On January 29 this year, Britishhea­dquartered banking group Standard Chartered pleaded guilty to charges of foreign currency manipulati­on, including of the rand, following an investigat­ion by the New York state department into financial services.

In the Old Gits chatroom alone, which one participan­t described as a “den of thieves”, at least three Standard Chartered traders had been long-time participan­ts.

They specialise­d in trading emerging market currencies, which often have less liquidity than other currencies, which makes them more vulnerable to co-ordinated trading.

The New York authoritie­s said in a consent order that the people involved in currency rigging were not limited to a single group of traders in one office and on one product; it involved a wide network of Standard Chartered traders who were improperly fiddling with different currencies and products.

The authoritie­s said this was “unsound and improper conduct”, which resulted in improving the bank’s profits at the expense of its customers, competitor­s and the market as a whole.

Standard Chartered will have to pay a fine of $40-million, about R542-million, take disciplina­ry action against the employees who were implicated and strengthen its internal controls and audits to ensure future compliance.

The foreign exchange market has little regulation but there are set rules to ensure that the market is transparen­t, competitiv­e and fair. On each trading day, organisati­ons are required to publish snapshots of the market prices at specific times, which assist in creating benchmark prices.

In South Africa, Standard Chartered is in a protracted battle with the Competitio­n Commission, which has been investigat­ing a case of price-fixing and market allocation in the trading of foreign currency pairs involving the rand.

Similar to the New York case, the commission has charged the banks of “manipulati­ng the price of bids and offers through agreements to refrain from trading and creating fictitious bids and offers at certain times”.

According to the commission, the collusive schemes were concocted mainly on trading platforms such as the Reuters currency trading platform and Bloomberg’s instant messaging.

In a statement released this week, the commission said it had noted the settlement order signed by Standard Chartered and that it would consider how it could affect its currency rigging litigation against the banks.

The respondent­s to the commission’s case include American Merrill Lynch, BNP Paribas, JP Morgan, Investec, HSBC, Standard Bank, Commerzban­k, the Australia and New Zealand Banking Group, Nomura, Macquarie Group, Absa and Barclays.

The commission has been investigat­ing the case since April 2015 and so far only Citibank has pleaded guilty and accepted to pay a settlement of R69-million.

Although the commission referred the case against the banks to the Competitio­n Tribunal in February 2017, it has been delayed by counterlit­igation by the banks over pretrial issues.

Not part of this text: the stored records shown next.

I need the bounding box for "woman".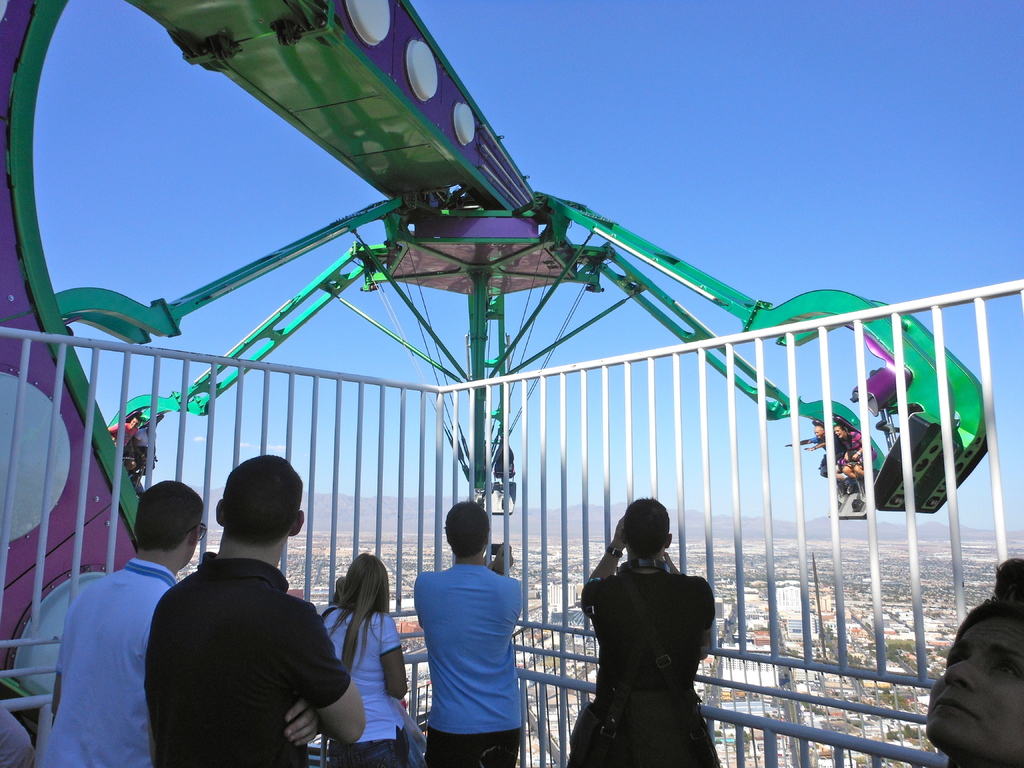
Here it is: left=320, top=552, right=409, bottom=767.
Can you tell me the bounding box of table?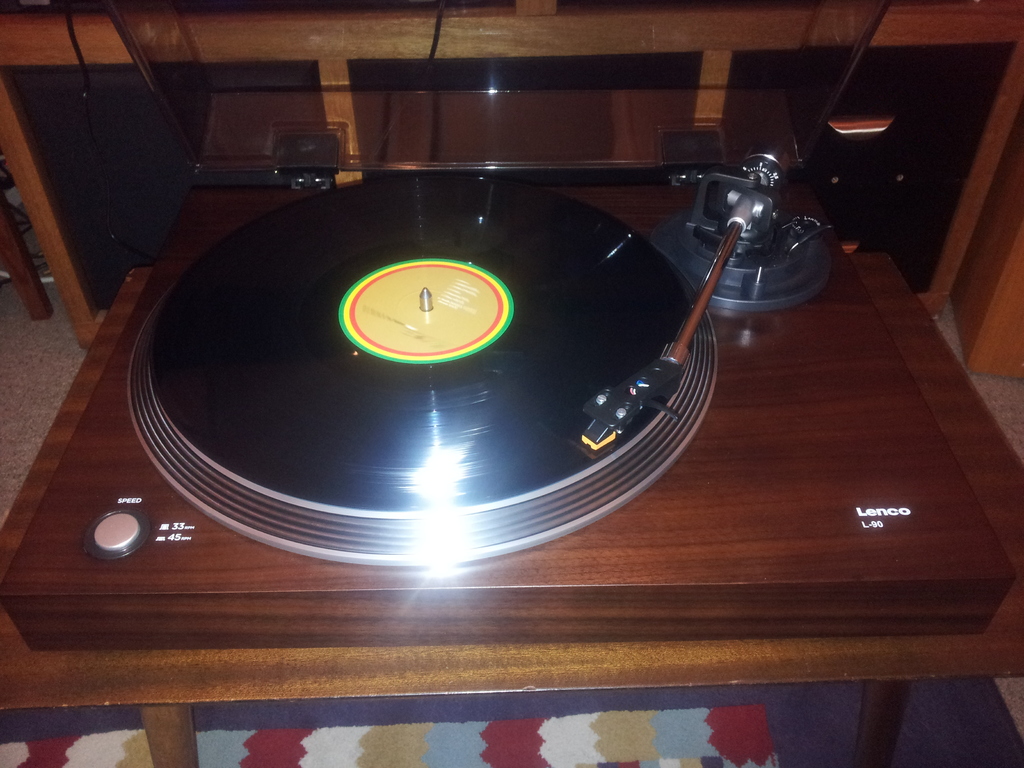
crop(0, 255, 1023, 767).
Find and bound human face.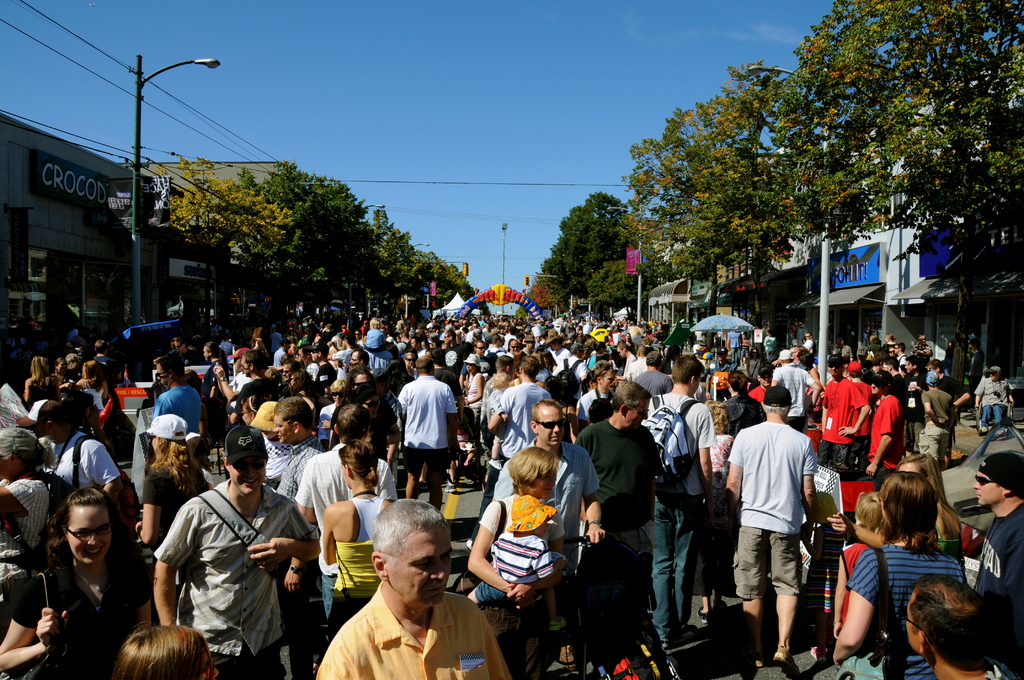
Bound: [203,347,209,362].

The commission said the respondent­s, which include Standard Chartered, have questioned whether it has the jurisdicti­on to pursue the internatio­nal banks and raised questions about the disclosure of the commission’s evidence.

“Despite the commission filing its papers to the tribunal on 15 February 2017 against 17 banks, none of the banks has to date filed their answer to the merits of the case, except HSBC, which has filed papers disputing its participat­ion in the cartel,” the commission said.